A COUPLE with four small children cheated the benefits system out of more than £36,000 in a fraud which went on for years.

Gemma Kerr, 24, had just one five-month-old baby when she put in a claim for income support saying she was separated from her husband and unable to work because there was no one to look after her child.

By the time the law caught up with her and Anthony Kerr, 32, they had become parents to three more children and are now expecting their fifth.

Cardiff Crown Court heard how, as their family grew, so did their bank balance.

While Anthony Kerr worked as a taxi driver, the state paid out hundreds of pounds a month in support to his wife – money to which she wasn’t entitled.

In all she received £21,776 in income support as well as housing benefits and council tax totalling £14,520, said prosecutor Tom Crowther.

Kerr’s applications for taxi driver licences exposed the cheating when the local authority realised his address at Elizabeth Avenue, Barry, was the same one his wife used for her benefits.

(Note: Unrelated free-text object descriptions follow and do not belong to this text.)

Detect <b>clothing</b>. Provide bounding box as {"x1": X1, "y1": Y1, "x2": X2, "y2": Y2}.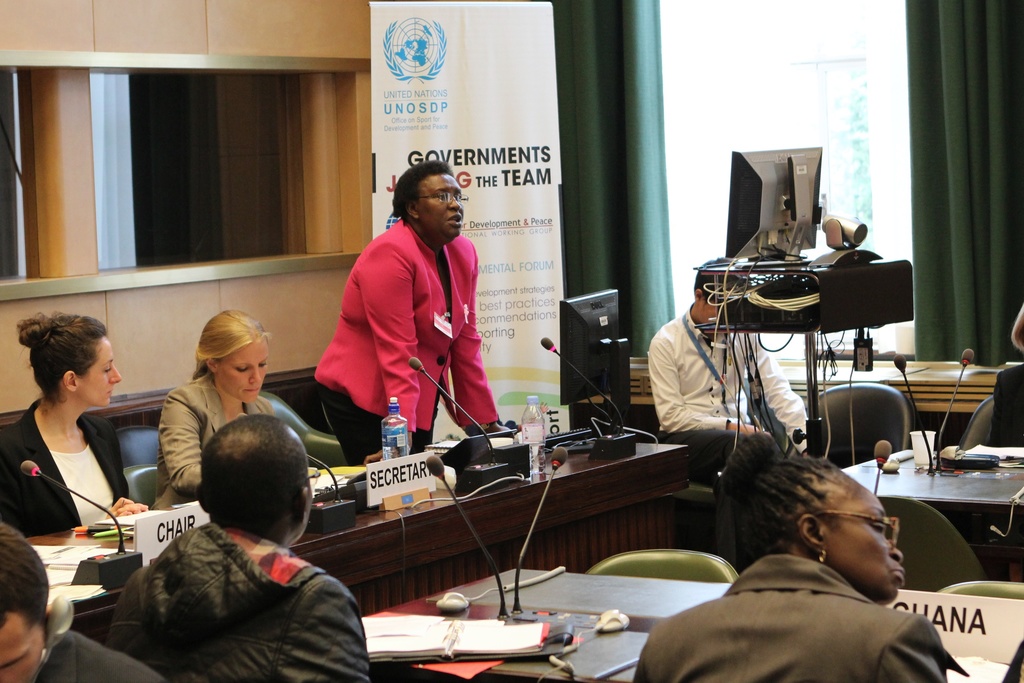
{"x1": 0, "y1": 384, "x2": 133, "y2": 538}.
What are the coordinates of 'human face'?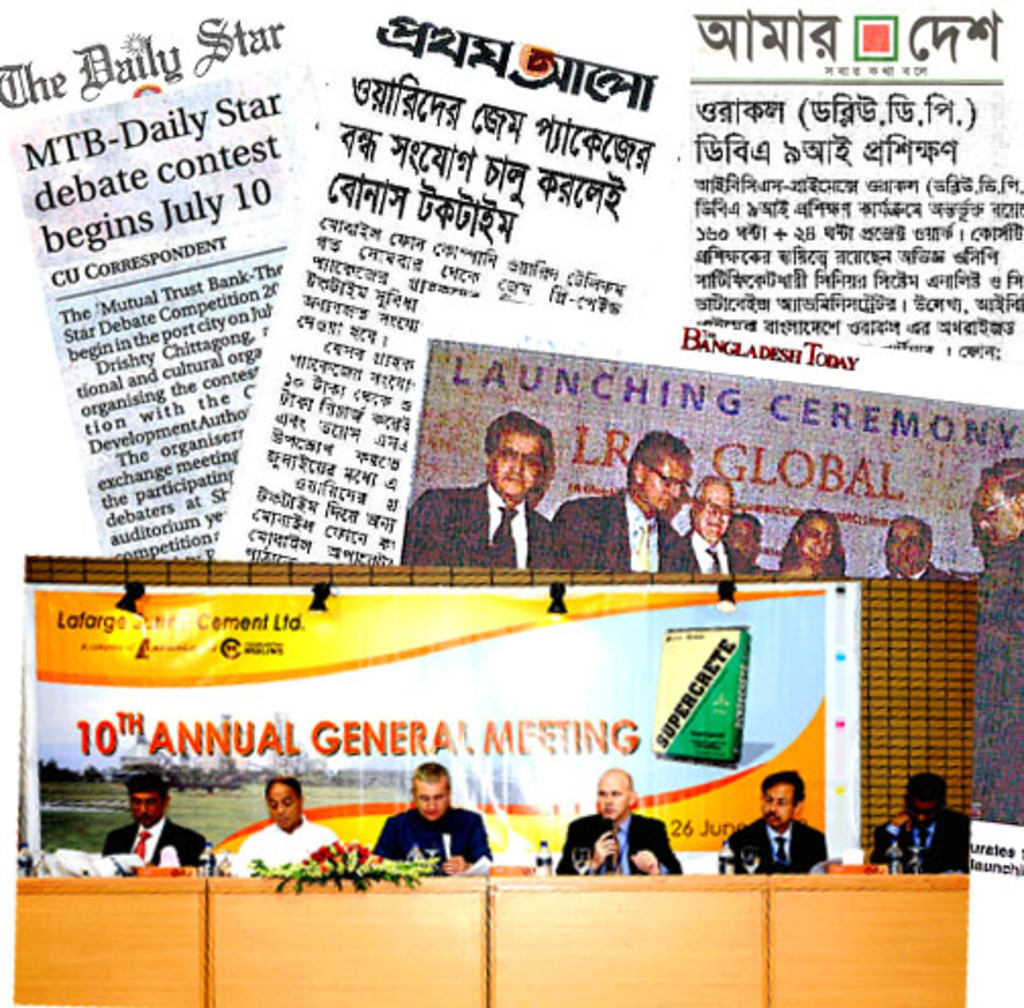
rect(892, 527, 922, 566).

Mr Crowther said: “They cross-referenced the details with credit agencies and found he had claimed to have been living at that address with his wife for the past four years.

Defence barrister Ruth Smith said pregnant Gemma Kerr was a caring mother who had academic qualifications and hoped to become a nurse.

Her husband is now supporting his family and paying back the £36,296 at the rate of more than £300 a month.

Both were said to be remorseful and pleaded guilty to making false claims.

Recorder Huw Davies QC said they deserved prison sentences but the six-month terms would be suspended because of the effect locking them up would have on their children, now aged six, four, two and 11 months.

He said he was also thinking of the additional cost to the public purse if the state had to look after them while their parents were in prison.